Nick_A wrote: ↑Sat Jan 23, 2021 11:44 pm
Sculptor wrote: ↑Sat Jan 23, 2021 11:19 pm
Nick_A wrote: ↑Sat Jan 23, 2021 10:54 pm
Who is closer to the truth: Marx or Plato?
Plato is pretty short on economic theory.
And Marx did not hae much to say about personal Daemons.
Its a dumb question. How much Marx have you ever read?
It is a basic question: Does social existence determine our quality of consciousness or does our consciousness, our "being," determine our existence?
False alternatives. Plato's
cave metaphor was an attempt to express that you can INFER something different than the appearance of something INDIRECTLY. I can't recall if this would be interpreted as deduction or induction. Given it could be both, the question of whether you can infer "social existence as determining quality", is odd given the word, 'quality' is itself a judgement based on people's whims in specific contexts.
The "beast" is an odd reference. I know that Plato's
Republic was debating whether JUST(ICE) is for the mighty or not. Putting rhetorical meanings of 'beast' in this context is disputable, given they were debating the meaning of whether force or some other factor was or was not just by their debating ideals each thought was 'good', "beast" would only be referencing force.
You appear to be seeking some means to both argue against
might as what defines social justice AND attempting to link it politically to the Left, where you opted to use Marx.
I personally think that our system DOES socially define moral value ONLY in 'political/social' ways. There is no such thing as values of 'good' without 'bad' in comparison and only force in some way is used to DICTATE which values get assigned to which behaviors. This is either negotiated by people socially, or is
forced by someone's capacity to penalize you for NOT abiding. The 'negotiating' power of many people versus the potential of one may be what Marx may have been discussing given his preference for democratic interests over independent subsets of the whole dictating it to the rest (ie, "imperialism" meaning those who have some intrinsic belief in their 'superiority' as merely being born to fortune AND who commands armies that force the rest to abide.)
"The rule of law", a term phrase that can itself be questioned, is also begging given the 'laws' have to be made by someone in power whether democratic or autocratic and this statement doesn't add anything without the some assumption of magical 'forces' setting down such laws as a FIXED set of conduct, like one's particular Scriptures would.
Plato also failed in his attempt to answer the question but only resorted to "The Cave" to suggest how it is possible for something to be more inclusive of other possibilities. If I recall correctly, he was losing the battle regarding whether justice was just an artificial construct that is 'forced' by those with some literal means to enforce ones' opinion rather than by something 'abstract' and possibly ineffible to speak on directly. The analogy if used to justify your religious interpretation does no more than ASSERT your SPECIFIC "God" as
possible to define something 'good' without using FORCE to impose such beliefs upon others THROUGH those particular people claiming to believe in God. So, if you are attempting to align your meaning to your specific god, you are still biased to accepting 'force' or you could argue that such a possible source could just as easily apply to the Devil instead.

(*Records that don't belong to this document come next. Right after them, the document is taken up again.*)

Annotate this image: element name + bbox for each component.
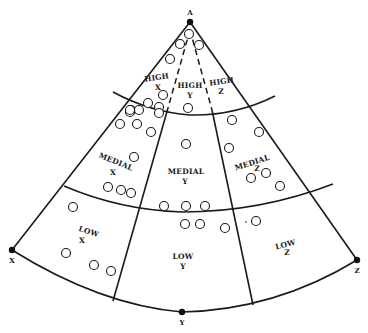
data-point (160, 202, 169, 211)
region-medial-y-line1: MEDIAL (168, 167, 205, 176)
data-point (181, 220, 190, 229)
data-point (127, 189, 136, 198)
region-low-z: LOW Z (274, 238, 297, 257)
data-point (225, 144, 234, 153)
region-low-y-line2: Y (179, 262, 186, 271)
data-point (117, 186, 126, 195)
edge-a-x (12, 22, 190, 250)
data-point (144, 99, 153, 108)
region-medial-y: MEDIAL Y (168, 167, 205, 186)
region-low-x: LOW X (77, 224, 100, 245)
edge-a-z (190, 22, 357, 260)
data-point (182, 202, 191, 211)
vertex-y-label: Y (179, 318, 186, 327)
region-medial-x: MEDIAL X (97, 151, 135, 177)
region-medial-y-line2: Y (181, 177, 188, 186)
region-high-x-line1: HIGH (144, 71, 170, 83)
region-high-x: HIGH X (144, 71, 170, 92)
vertex-y: Y (179, 309, 186, 327)
region-high-x-line2: X (155, 83, 161, 92)
region-high-z: HIGH Z (209, 75, 235, 96)
data-point (130, 153, 139, 162)
ink-dot (245, 221, 247, 223)
sector-diagram: A X Y Z HIGH X HIGH Y HIGH Z MEDIAL X ME… (0, 0, 368, 333)
vertex-x-dot (9, 247, 15, 253)
region-medial-x-line2: X (110, 168, 116, 177)
vertex-a-label: A (186, 8, 193, 17)
region-low-y-line1: LOW (173, 252, 194, 261)
data-point (90, 261, 99, 270)
data-point (182, 140, 191, 149)
data-point (185, 30, 194, 39)
data-point (184, 104, 193, 113)
data-point (159, 91, 168, 100)
vertex-x-label: X (9, 256, 15, 265)
region-high-z-line2: Z (218, 87, 224, 96)
vertex-a-dot (187, 19, 193, 25)
data-point (221, 224, 230, 233)
vertex-z-dot (354, 257, 360, 263)
data-point (147, 128, 156, 137)
vertex-a: A (186, 8, 193, 25)
data-point (262, 169, 271, 178)
data-point (228, 116, 237, 125)
data-point (62, 249, 71, 258)
region-medial-x-line1: MEDIAL (97, 151, 135, 173)
data-point (155, 109, 164, 118)
region-low-z-line2: Z (284, 248, 290, 257)
data-point (196, 220, 205, 229)
data-point (69, 203, 78, 212)
data-point (252, 217, 261, 226)
data-point (166, 55, 175, 64)
data-point (276, 182, 285, 191)
data-point (126, 106, 135, 115)
region-low-y: LOW Y (173, 252, 194, 271)
data-point (176, 40, 185, 49)
data-point (247, 174, 256, 183)
data-point (133, 120, 142, 129)
data-point (195, 41, 204, 50)
region-high-y: HIGH Y (178, 81, 203, 100)
region-high-z-line1: HIGH (209, 75, 235, 87)
data-point (255, 128, 264, 137)
data-point (104, 183, 113, 192)
region-low-x-line2: X (79, 236, 85, 245)
data-point (201, 202, 210, 211)
data-points-boundary (160, 202, 210, 211)
region-high-y-line1: HIGH (178, 81, 203, 90)
data-points-low (62, 203, 261, 276)
vertex-x: X (9, 247, 15, 265)
region-high-y-line2: Y (186, 91, 193, 100)
region-medial-z-line2: Z (254, 164, 260, 173)
vertex-z-label: Z (354, 266, 359, 275)
data-point (107, 267, 116, 276)
data-point (135, 106, 144, 115)
data-point (116, 120, 125, 129)
vertex-y-dot (179, 309, 185, 315)
vertex-z: Z (354, 257, 360, 275)
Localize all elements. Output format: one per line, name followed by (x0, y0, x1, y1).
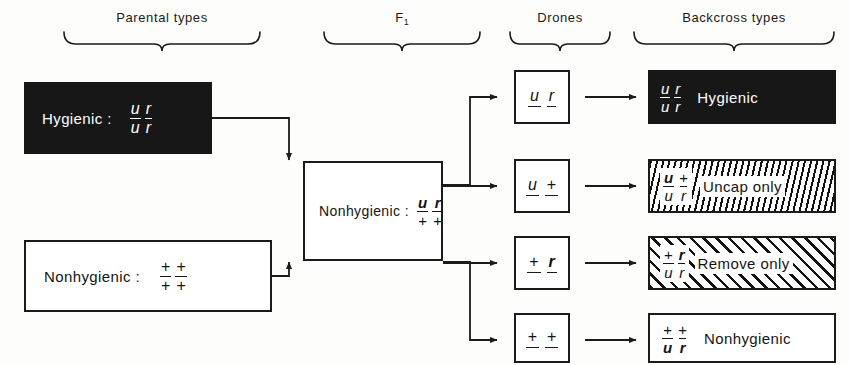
genotype-den: u (663, 263, 673, 280)
genotype-num: + (663, 247, 674, 263)
allele: + (526, 329, 539, 348)
backcross-remove-genotype: +u rr (660, 245, 689, 282)
genotype-den: r (145, 118, 152, 136)
drone-ur-alleles: u r (528, 88, 556, 107)
allele: r (547, 254, 557, 273)
genotype-den: + (432, 211, 443, 228)
drone-box-plusplus: + + (514, 313, 570, 363)
parent-box-nonhygienic: Nonhygienic : ++ ++ (24, 240, 272, 312)
genotype-num: + (678, 170, 689, 186)
backcross-uncap-label: Uncap only (700, 176, 785, 197)
genotype-num: + (677, 322, 688, 338)
drone-box-plusr: + r (514, 236, 570, 290)
genotype-den: u (662, 338, 673, 355)
parent-nonhygienic-label: Nonhygienic : (44, 268, 140, 285)
drone-box-ur: u r (514, 70, 570, 124)
backcross-box-hygienic: uu rr Hygienic (648, 70, 836, 124)
allele: + (527, 254, 540, 273)
parent-hygienic-genotype: uu rr (130, 101, 152, 136)
backcross-hygienic-label: Hygienic (697, 89, 758, 106)
drone-uplus-alleles: u + (526, 177, 558, 196)
genotype-den: r (680, 186, 687, 203)
genotype-num: r (434, 195, 442, 211)
genotype-den: u (130, 118, 141, 136)
backcross-nonhygienic-label: Nonhygienic (704, 330, 791, 347)
f1-label: Nonhygienic : (319, 203, 409, 219)
genotype-den: + (160, 276, 171, 294)
genotype-num: u (130, 101, 141, 118)
allele: + (545, 177, 558, 196)
backcross-uncap-genotype: uu +r (660, 168, 692, 205)
drone-box-uplus: u + (514, 159, 570, 213)
backcross-hygienic-genotype: uu rr (660, 81, 681, 114)
f1-genotype: u+ r+ (417, 195, 443, 228)
allele: u (526, 177, 539, 196)
backcross-box-nonhygienic: +u +r Nonhygienic (648, 313, 836, 363)
genotype-num: r (678, 247, 686, 263)
f1-box-nonhygienic: Nonhygienic : u+ r+ (303, 161, 443, 261)
genotype-num: u (660, 81, 670, 97)
genotype-den: r (674, 97, 681, 114)
parent-box-hygienic: Hygienic : uu rr (24, 82, 212, 154)
genotype-den: u (660, 97, 670, 114)
genotype-num: r (674, 81, 681, 97)
backcross-box-uncap-only: uu +r Uncap only (648, 159, 836, 213)
parent-hygienic-label: Hygienic : (42, 110, 112, 127)
genotype-den: r (678, 263, 685, 280)
backcross-box-remove-only: +u rr Remove only (648, 236, 836, 290)
parent-nonhygienic-genotype: ++ ++ (160, 259, 187, 294)
allele: r (547, 88, 556, 107)
drone-plusplus-alleles: + + (526, 329, 559, 348)
genotype-num: + (175, 259, 186, 276)
genotype-num: + (160, 259, 171, 276)
backcross-remove-label: Remove only (695, 253, 793, 274)
allele: u (528, 88, 541, 107)
genotype-num: u (663, 170, 674, 186)
hygienic-behavior-genetics-diagram: Parental types F1 Drones Backcross types (0, 0, 849, 365)
genotype-num: + (662, 322, 673, 338)
genotype-den: + (417, 211, 428, 228)
genotype-den: u (663, 186, 673, 203)
genotype-num: r (145, 101, 152, 118)
backcross-nonhygienic-genotype: +u +r (662, 322, 688, 355)
genotype-num: u (417, 195, 428, 211)
genotype-den: r (679, 338, 687, 355)
drone-plusr-alleles: + r (527, 254, 557, 273)
allele: + (545, 329, 558, 348)
genotype-den: + (175, 276, 186, 294)
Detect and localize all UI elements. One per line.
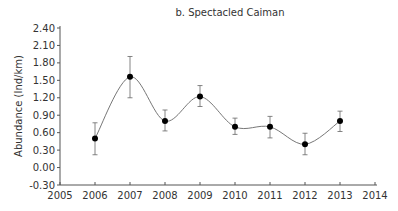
x-tick-label: 2014 <box>362 190 387 201</box>
data-point-marker <box>232 124 238 130</box>
y-tick-label: 0.30 <box>33 145 55 156</box>
y-tick-label: 1.50 <box>33 75 55 86</box>
data-point-marker <box>197 94 203 100</box>
data-point-marker <box>162 118 168 124</box>
chart: b. Spectacled Caiman Abundance (Ind/km) … <box>0 0 398 211</box>
x-tick-label: 2007 <box>117 190 142 201</box>
data-series <box>92 56 343 154</box>
series-line <box>95 77 340 145</box>
y-tick-label: 0.90 <box>33 110 55 121</box>
y-tick-label: 2.10 <box>33 40 55 51</box>
y-tick-label: 0.00 <box>33 162 55 173</box>
x-tick-label: 2005 <box>47 190 72 201</box>
data-point-marker <box>267 124 273 130</box>
y-tick-label: 2.40 <box>33 23 55 34</box>
axes: -0.300.000.300.600.901.201.501.802.102.4… <box>29 23 388 202</box>
data-point-marker <box>92 135 98 141</box>
y-tick-label: 1.20 <box>33 92 55 103</box>
y-tick-label: 1.80 <box>33 57 55 68</box>
chart-title: b. Spectacled Caiman <box>175 7 284 18</box>
y-tick-label: -0.30 <box>29 180 55 191</box>
x-tick-label: 2013 <box>327 190 352 201</box>
y-axis-label: Abundance (Ind/km) <box>13 55 24 157</box>
x-tick-label: 2012 <box>292 190 317 201</box>
y-tick-label: 0.60 <box>33 127 55 138</box>
data-point-marker <box>302 141 308 147</box>
x-tick-label: 2011 <box>257 190 282 201</box>
x-tick-label: 2006 <box>82 190 107 201</box>
data-point-marker <box>337 118 343 124</box>
x-tick-label: 2008 <box>152 190 177 201</box>
x-tick-label: 2009 <box>187 190 212 201</box>
x-tick-label: 2010 <box>222 190 247 201</box>
data-point-marker <box>127 74 133 80</box>
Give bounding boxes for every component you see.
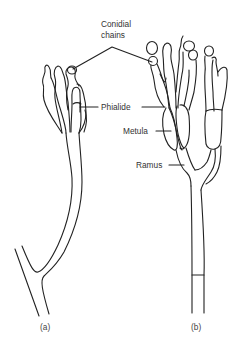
conidial-chains-leader (73, 47, 152, 69)
label-ramus: Ramus (136, 160, 162, 170)
caption-a: (a) (40, 322, 50, 332)
figure-b-stalk (176, 146, 221, 313)
label-conidial-chains-line1: Conidial (101, 19, 131, 29)
label-conidial-chains-line2: chains (101, 30, 125, 40)
label-metula: Metula (123, 126, 148, 136)
figure-b-metulae (163, 105, 222, 150)
conidiophore-diagram: (a) (0, 0, 235, 353)
caption-b: (b) (191, 322, 201, 332)
diagram-canvas: (a) (0, 0, 235, 353)
figure-b-conidiophore: (b) (147, 36, 228, 332)
figure-b-phialides (147, 36, 228, 111)
figure-a-phialides (43, 65, 87, 133)
label-phialide: Phialide (101, 102, 131, 112)
figure-a-stalk (15, 133, 82, 316)
figure-a-conidiophore: (a) (15, 65, 98, 332)
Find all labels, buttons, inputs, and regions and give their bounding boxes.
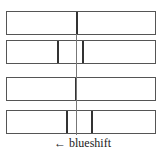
spectral-line (91, 111, 93, 133)
spectral-line (66, 111, 68, 133)
reference-line (76, 34, 77, 135)
spectrum-3 (6, 77, 156, 101)
spectrum-2 (6, 40, 156, 64)
spectral-line (76, 12, 78, 34)
spectral-line (82, 41, 84, 63)
spectrum-1 (6, 11, 156, 35)
blueshift-label: ← blueshift (54, 136, 111, 151)
spectrum-4 (6, 110, 156, 134)
spectral-line (57, 41, 59, 63)
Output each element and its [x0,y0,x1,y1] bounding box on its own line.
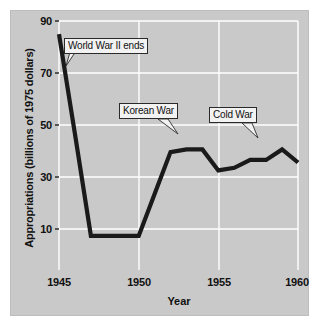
y-tick-label-90: 90 [30,15,52,27]
data-line-appropriations [59,34,298,236]
x-tick-label-1960: 1960 [277,276,317,288]
gridlines-vertical [59,21,298,270]
callout-world-war-ii-ends: World War II ends [64,38,148,54]
x-tick-label-1945: 1945 [39,276,79,288]
y-axis-title: Appropriations (billions of 1975 dollars… [23,33,35,263]
x-axis-title: Year [59,295,299,307]
x-tick-label-1955: 1955 [199,276,239,288]
x-tick-label-1950: 1950 [119,276,159,288]
callout-pointer-korean [158,119,178,134]
callout-korean-war: Korean War [119,103,178,119]
callout-cold-war: Cold War [209,107,257,123]
chart-figure: 90 70 50 30 10 1945 1950 1955 1960 Appro… [0,0,319,326]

So, to reraise Plato's initial question from the
Republic, assert your own meaning of 'good' without begging ownership by biased conscious beings, whether human, other animal OR some diety. If it is identical with your diety, as the etymological meaning of 'god' came from, it doesn't add anything more unless it was 'forced'. To assert IT commands what is
good yet gives us 'free choice' begs afterthefact why it should be such yet we do not. It certainly doesn't prove THAT such a thing as a deity exists let alone, given 'free choice' assumed, that it matters OTHER than by those humans who can enforce it as though they are appropriate 'proxies' to this magical being.
Given you are likely assuming something universally FIXED about 'good behavior' that you might think exists identically in all of us, why would we EVER choose any behavior distinctly at odds with any other human? I've only noticed the religious to dictate WHICH beliefs are 'right' by the same 'force' of imposition (against supposed 'free will') by setting up penalties most extreme to those who doubt their declarations of what is 'good' to them uniquely.
"Good" is selfishly defined by meaning, if not by that label relative to the environment they are in. If one thinks it 'good' to steal, they might do so even while accepting the MEANING of 'good' to be just the socially defined concept that "stealing is 'bad' to be forcefully penalized by the powers of the enforcer class".